The EAT said that reducing compensation for discrimination for contributory negligence would happen rarely, if ever. They said that it would be difficult to apply a principle which dealt with ‘fault’ to a claim which can occur without fault – some discrimination is unconscious rather than deliberate. If lawmakers had intended for contributory fault to be used in discrimination claims, the concept would have been included in the discrimination legislation (as it is in the unfair dismissal provisions). The EAT felt it was a dangerous game to suppose that a victim of discrimination, for example sexual harassment, might have brought that situation on themselves. If an employee has ‘contributed’ in some way to the damage they have suffered, that should be dealt with as a failure to mitigate (minimise) loss rather than contributory negligence.
This is a sensible decision. The potential difficulty in cases such as harassment is all too clear. In this case, the EAT also rejected the employee’s request to impose an additional penalty on the employer for deliberate and repeated employment law breaches, as well as her claim for aggravated damages. In relation to the latter, it said it lacked enthusiasm for separate awards for aggravated damages. That is good news for employers in theory. However, as the Court of Appeal has approved separate aggravated damages awards in recent years, any real change would need to come from the higher courts.
And finally…
Is hot-desking bad for business? Many employers now have open plan offices and hot desking to save space and reduce costs. But in a survey by Savills of 11,000 European office workers, hot-desking has come under fire. The report, called What Workers Want, said 45 per cent of those employed by a business which had hot-desking said their office layout was not good for productivity. Although hot desking is becoming more common, it seems employees are struggling to get used to it. Most employees still want their own dedicated desk, across the age groups including younger workers.

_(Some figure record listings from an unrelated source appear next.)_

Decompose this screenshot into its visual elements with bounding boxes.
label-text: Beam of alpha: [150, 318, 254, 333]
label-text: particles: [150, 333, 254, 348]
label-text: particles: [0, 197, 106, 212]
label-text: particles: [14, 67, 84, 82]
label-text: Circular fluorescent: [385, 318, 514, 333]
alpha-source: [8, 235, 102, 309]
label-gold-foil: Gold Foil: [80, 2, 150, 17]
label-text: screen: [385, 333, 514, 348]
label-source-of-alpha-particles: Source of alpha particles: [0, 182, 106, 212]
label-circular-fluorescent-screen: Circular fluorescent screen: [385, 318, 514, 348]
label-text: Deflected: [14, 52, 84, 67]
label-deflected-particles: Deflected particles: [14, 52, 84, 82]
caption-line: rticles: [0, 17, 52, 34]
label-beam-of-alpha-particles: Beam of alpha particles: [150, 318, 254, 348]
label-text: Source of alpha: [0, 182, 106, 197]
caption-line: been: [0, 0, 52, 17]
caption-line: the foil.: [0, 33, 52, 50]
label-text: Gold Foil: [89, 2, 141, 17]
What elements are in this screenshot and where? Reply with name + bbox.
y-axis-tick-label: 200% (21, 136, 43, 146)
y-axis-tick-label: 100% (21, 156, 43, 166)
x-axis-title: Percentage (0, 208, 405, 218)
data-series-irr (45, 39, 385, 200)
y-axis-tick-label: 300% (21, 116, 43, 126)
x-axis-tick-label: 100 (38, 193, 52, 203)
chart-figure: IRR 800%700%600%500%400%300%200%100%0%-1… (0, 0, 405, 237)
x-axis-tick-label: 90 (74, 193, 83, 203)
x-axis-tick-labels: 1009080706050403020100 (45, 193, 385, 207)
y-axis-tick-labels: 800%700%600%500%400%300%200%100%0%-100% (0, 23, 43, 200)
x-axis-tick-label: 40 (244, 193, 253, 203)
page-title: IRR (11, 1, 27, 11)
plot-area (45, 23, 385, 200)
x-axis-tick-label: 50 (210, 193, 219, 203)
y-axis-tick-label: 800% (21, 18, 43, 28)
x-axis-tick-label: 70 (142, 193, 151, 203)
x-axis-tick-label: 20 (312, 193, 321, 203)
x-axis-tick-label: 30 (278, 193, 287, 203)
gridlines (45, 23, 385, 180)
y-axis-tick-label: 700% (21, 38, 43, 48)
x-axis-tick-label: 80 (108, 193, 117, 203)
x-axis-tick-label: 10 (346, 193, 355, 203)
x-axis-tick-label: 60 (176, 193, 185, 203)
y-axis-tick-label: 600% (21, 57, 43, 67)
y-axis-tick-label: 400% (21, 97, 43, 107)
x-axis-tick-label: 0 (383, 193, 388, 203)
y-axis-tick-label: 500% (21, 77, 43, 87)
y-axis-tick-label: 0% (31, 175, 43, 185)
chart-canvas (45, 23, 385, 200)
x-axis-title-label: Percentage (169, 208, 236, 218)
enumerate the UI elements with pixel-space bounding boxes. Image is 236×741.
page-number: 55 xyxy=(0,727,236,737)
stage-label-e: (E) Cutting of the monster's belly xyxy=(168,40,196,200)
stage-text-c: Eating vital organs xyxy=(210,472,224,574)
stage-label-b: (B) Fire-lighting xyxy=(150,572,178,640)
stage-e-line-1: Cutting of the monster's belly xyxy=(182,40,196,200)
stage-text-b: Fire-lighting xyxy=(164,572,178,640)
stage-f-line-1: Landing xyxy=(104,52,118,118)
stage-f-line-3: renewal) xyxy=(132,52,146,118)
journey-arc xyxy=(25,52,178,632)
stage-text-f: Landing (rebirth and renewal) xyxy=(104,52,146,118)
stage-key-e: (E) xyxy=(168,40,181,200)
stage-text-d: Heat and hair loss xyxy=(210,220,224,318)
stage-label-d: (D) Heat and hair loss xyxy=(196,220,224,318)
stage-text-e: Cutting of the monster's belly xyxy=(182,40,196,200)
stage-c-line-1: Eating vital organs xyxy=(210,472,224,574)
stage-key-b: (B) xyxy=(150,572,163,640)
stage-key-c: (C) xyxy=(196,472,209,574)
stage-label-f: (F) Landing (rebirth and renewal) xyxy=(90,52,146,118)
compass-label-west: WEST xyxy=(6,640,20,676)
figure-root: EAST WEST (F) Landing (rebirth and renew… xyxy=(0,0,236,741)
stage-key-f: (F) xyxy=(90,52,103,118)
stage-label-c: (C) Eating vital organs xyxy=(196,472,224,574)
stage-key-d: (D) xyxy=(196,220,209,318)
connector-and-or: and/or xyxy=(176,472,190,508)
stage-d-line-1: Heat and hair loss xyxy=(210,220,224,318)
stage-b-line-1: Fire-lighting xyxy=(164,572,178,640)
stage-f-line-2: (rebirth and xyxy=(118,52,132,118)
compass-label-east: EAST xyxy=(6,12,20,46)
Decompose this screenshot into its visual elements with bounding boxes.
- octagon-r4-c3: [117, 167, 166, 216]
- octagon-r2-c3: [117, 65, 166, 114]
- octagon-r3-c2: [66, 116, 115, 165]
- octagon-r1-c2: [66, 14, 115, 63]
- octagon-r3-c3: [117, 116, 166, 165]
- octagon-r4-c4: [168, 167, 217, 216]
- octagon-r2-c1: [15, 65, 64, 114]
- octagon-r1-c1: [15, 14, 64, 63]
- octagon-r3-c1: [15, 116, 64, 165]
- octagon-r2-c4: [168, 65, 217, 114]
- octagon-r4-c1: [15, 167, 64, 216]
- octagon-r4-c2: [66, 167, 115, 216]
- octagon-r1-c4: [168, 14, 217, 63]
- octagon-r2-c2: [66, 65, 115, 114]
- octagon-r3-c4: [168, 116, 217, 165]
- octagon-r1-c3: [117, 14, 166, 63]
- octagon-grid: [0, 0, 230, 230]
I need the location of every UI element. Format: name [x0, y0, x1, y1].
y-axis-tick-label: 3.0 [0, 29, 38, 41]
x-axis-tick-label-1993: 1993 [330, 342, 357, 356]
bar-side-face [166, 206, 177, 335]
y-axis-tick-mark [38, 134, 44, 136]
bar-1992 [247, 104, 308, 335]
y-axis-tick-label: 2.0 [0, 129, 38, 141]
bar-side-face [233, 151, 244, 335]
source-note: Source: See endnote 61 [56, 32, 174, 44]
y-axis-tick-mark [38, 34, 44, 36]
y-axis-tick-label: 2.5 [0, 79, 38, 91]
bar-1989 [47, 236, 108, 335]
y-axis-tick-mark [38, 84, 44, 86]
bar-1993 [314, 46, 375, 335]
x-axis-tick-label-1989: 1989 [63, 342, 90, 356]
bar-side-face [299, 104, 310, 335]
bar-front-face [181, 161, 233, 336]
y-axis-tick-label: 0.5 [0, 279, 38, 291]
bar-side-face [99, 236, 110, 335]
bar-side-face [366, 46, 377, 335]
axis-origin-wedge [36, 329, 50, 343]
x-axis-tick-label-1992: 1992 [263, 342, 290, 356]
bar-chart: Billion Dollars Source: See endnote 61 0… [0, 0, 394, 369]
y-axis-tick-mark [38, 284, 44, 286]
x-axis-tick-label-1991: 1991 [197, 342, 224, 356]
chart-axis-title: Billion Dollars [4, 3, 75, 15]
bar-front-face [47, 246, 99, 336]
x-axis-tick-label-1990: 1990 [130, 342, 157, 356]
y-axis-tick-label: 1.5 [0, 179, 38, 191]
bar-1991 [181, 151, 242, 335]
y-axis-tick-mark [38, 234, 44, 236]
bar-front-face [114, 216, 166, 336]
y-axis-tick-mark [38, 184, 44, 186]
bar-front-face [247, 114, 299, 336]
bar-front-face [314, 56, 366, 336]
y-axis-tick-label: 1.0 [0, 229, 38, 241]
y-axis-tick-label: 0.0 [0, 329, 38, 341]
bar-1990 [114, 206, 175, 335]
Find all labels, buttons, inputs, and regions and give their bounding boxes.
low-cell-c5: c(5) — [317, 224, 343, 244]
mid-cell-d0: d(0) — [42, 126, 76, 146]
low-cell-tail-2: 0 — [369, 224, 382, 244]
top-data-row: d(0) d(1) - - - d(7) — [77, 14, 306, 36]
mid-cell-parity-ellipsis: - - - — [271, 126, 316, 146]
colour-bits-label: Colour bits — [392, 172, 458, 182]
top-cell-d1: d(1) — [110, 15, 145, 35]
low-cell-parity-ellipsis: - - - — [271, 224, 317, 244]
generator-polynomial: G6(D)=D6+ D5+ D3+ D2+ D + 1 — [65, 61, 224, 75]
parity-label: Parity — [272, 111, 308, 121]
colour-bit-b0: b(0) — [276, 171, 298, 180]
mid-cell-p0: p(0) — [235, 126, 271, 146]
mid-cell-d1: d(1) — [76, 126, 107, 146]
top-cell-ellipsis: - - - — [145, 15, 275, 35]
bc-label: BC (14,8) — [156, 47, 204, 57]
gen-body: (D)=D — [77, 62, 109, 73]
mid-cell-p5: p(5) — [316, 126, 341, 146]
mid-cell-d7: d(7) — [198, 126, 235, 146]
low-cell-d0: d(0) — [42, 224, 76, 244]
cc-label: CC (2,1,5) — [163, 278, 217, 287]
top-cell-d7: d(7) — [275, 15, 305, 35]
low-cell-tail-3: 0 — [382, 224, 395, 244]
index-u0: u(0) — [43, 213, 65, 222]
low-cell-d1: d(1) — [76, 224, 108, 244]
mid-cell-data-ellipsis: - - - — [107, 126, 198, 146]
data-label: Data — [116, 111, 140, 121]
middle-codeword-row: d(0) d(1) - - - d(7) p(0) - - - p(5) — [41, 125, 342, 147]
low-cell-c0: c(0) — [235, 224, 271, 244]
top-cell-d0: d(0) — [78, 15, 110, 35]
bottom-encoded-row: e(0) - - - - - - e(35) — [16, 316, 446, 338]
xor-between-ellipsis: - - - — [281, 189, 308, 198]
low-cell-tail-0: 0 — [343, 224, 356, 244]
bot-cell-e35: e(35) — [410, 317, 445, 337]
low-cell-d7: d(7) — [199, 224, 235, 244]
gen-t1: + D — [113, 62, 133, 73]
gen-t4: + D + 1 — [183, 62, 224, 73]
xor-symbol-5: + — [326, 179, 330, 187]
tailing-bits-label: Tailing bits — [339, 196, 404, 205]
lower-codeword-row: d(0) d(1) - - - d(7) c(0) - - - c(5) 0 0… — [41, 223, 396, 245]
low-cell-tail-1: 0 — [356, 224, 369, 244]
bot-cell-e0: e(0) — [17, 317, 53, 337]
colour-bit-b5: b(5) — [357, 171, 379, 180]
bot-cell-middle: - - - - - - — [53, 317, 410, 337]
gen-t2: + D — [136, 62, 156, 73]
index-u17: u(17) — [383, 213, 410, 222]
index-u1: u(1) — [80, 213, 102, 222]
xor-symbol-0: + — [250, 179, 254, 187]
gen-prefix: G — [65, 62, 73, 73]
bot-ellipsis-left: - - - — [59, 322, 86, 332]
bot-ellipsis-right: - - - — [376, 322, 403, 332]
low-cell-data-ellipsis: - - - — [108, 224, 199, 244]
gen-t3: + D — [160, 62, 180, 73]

In the UK, almost three quarters of those surveyed worked in open plan offices and these people were more likely to say that the design of the office had a negative impact on productivity. The report identifies noise as a major issue. While a return to private offices for all staff is highly unlikely, the report suggests employers look at workplace acoustics when they are designing or fitting out offices.
What can employers do about this? Interestingly, only a third of those surveyed had been asked about their working environment by their current employer. And this might be key. It might be tricky to change the layout of an office, or to allocate individual desks. However, it might be easy to ask someone to use earphones when listening to the radio, or to create a quieter break out space for people who need to concentrate. Asking your employees for feedback might identify issues which are easy to resolve. And happier employees are bound to be more productive.
Disclaimer: This post is for information purposes only. Reasonable steps have been taken to provide accurate information, but no responsibility is taken by the author (Hunter Law Ltd) for any consequences arising from its usage.
This post is not intended to and does not constitute legal advice and you should instruct a solicitor formally should you require this.